Bravo! Wonderful! Wonderful! Look the gift horse right in the eye! “Five seconds of intense bravery.”
I liked this podcast a lot. What was said has been something I’ve discovered about myself in the past year or so. Although I know other people’s emotions to be valid in their own ways, even though I may not think they’re justified considering some objective situations, but I find I have a hard time sympathizing with them. I can generally understand why someone might be hurt by something, but it doesn’t seem to move me past an intellectual understanding of their feelings (unless it’s something more significant like legit trauma or something like that). It oftentimes doesn’t really move me. I rationalize my own emotions and expect others to do the same, but not everyone does. Nevertheless, I’m learning. It definitely does take courage and bravery to push past your own discomfort in a way of trusting that no matter the outcome, any opportunity of personal development makes it worth it.

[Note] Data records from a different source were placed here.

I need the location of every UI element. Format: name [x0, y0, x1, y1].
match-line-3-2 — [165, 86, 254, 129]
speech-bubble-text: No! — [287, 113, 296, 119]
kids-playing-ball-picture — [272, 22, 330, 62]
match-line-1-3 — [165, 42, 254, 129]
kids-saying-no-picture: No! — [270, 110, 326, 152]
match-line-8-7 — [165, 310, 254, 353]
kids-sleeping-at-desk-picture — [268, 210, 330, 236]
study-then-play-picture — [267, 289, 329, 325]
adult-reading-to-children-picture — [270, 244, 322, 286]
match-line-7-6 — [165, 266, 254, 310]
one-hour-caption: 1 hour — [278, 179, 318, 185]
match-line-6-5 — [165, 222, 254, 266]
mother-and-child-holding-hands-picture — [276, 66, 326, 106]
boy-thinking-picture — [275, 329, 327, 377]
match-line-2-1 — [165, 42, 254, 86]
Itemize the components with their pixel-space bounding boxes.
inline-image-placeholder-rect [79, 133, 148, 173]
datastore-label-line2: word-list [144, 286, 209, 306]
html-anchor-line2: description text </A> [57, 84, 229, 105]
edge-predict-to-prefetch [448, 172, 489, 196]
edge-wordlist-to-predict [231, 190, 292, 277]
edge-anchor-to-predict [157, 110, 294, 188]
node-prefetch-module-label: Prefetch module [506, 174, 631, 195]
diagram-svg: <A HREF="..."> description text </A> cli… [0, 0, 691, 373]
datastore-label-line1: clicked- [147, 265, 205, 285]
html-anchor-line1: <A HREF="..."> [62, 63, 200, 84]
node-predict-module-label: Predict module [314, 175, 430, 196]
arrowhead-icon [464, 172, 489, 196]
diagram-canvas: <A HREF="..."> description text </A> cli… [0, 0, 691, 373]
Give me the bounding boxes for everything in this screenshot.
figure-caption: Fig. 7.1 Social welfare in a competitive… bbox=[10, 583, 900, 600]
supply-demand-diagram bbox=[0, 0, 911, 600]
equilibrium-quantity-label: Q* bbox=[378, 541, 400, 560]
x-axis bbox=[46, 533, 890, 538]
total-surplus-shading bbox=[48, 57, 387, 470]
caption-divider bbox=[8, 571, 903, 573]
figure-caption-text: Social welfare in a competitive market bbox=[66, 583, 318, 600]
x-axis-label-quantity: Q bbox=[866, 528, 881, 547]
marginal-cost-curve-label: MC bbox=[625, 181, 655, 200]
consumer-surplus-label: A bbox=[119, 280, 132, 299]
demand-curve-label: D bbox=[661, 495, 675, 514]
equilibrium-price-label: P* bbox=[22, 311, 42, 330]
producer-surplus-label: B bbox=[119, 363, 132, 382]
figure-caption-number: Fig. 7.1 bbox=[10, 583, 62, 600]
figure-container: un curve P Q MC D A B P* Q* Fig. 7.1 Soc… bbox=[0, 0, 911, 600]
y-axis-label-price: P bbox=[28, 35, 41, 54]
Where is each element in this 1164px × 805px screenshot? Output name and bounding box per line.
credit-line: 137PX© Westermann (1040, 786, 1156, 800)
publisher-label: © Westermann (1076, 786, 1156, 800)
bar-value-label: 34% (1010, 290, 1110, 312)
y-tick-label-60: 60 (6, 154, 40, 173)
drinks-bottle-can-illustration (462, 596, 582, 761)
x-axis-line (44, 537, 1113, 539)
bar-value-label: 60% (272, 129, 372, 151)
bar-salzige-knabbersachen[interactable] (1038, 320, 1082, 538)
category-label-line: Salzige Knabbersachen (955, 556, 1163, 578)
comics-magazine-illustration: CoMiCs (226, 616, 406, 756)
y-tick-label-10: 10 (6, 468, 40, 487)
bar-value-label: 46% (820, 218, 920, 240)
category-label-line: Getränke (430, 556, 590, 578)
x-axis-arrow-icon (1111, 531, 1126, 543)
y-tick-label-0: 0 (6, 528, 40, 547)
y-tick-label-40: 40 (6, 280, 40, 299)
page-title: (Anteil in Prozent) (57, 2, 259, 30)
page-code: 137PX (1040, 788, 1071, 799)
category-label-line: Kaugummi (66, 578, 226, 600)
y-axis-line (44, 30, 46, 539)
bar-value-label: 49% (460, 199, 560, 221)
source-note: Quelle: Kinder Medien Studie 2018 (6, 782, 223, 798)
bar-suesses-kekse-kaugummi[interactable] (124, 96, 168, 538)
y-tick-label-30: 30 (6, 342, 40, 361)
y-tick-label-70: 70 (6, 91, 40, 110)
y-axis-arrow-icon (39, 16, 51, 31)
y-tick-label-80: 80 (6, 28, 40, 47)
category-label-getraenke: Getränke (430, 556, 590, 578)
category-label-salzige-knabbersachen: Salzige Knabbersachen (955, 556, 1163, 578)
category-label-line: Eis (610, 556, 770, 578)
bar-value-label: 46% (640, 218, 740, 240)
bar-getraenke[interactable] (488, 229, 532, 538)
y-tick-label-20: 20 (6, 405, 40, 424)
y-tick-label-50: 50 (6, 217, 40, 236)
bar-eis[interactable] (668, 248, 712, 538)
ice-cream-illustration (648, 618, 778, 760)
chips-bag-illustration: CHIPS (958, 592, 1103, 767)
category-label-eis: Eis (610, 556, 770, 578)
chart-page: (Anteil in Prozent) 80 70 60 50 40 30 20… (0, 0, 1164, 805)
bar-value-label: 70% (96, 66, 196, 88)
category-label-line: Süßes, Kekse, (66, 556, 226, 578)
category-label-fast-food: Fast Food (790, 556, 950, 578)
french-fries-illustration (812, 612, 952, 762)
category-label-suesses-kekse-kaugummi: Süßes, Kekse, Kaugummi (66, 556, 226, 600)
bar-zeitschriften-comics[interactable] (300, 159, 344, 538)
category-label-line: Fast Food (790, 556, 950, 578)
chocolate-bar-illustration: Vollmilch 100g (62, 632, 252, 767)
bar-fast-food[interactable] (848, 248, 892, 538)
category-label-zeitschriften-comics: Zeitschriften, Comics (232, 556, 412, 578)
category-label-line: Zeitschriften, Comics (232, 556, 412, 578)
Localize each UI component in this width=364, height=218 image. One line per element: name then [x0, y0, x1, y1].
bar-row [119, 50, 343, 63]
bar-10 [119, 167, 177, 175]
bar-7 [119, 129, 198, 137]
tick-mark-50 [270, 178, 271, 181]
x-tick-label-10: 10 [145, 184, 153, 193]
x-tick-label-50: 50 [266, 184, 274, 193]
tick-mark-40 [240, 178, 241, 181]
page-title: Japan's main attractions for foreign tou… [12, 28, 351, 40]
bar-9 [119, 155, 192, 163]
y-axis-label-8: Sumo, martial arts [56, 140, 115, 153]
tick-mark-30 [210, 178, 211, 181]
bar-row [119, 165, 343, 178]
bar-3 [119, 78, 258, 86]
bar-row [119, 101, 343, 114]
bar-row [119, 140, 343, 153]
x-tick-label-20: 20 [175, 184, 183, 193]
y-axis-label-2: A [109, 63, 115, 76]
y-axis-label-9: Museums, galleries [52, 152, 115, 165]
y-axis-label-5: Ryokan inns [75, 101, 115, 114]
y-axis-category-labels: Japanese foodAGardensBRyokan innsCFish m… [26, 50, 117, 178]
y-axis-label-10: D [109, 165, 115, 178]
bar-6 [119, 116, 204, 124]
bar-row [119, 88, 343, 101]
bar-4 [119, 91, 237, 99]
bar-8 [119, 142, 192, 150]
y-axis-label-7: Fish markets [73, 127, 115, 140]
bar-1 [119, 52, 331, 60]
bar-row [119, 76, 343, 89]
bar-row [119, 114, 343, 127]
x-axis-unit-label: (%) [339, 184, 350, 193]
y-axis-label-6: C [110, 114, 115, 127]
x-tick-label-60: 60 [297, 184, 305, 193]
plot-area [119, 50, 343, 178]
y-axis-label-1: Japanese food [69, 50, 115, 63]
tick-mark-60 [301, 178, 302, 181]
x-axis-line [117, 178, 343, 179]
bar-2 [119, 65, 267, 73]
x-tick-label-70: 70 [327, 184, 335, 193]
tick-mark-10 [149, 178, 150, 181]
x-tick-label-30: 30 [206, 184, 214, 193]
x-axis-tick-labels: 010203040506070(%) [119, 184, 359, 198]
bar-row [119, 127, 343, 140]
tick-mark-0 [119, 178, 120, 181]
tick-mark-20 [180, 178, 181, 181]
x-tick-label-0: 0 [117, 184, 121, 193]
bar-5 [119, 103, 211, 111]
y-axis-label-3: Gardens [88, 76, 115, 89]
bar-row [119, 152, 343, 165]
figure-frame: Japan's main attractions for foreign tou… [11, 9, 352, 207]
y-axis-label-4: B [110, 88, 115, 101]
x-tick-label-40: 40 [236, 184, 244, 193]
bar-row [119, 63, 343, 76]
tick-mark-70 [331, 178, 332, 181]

I’ve been on both sides of the fun-house mirror on this issue, especially over the last 14 months. You guys did a great job of explaining what happens in these situations, and how to dig yourself out of these holes to where you can understand that other people are allowed to have extreme emotions at times, just as you are.
Just FYI, what Joel said about being easy-going all the time, except a couple times a year when he wants what he wants with no exceptions, that is definitely me! lol I never really thought about me being like that until I heard Joel talk about it, but it’s very true for me!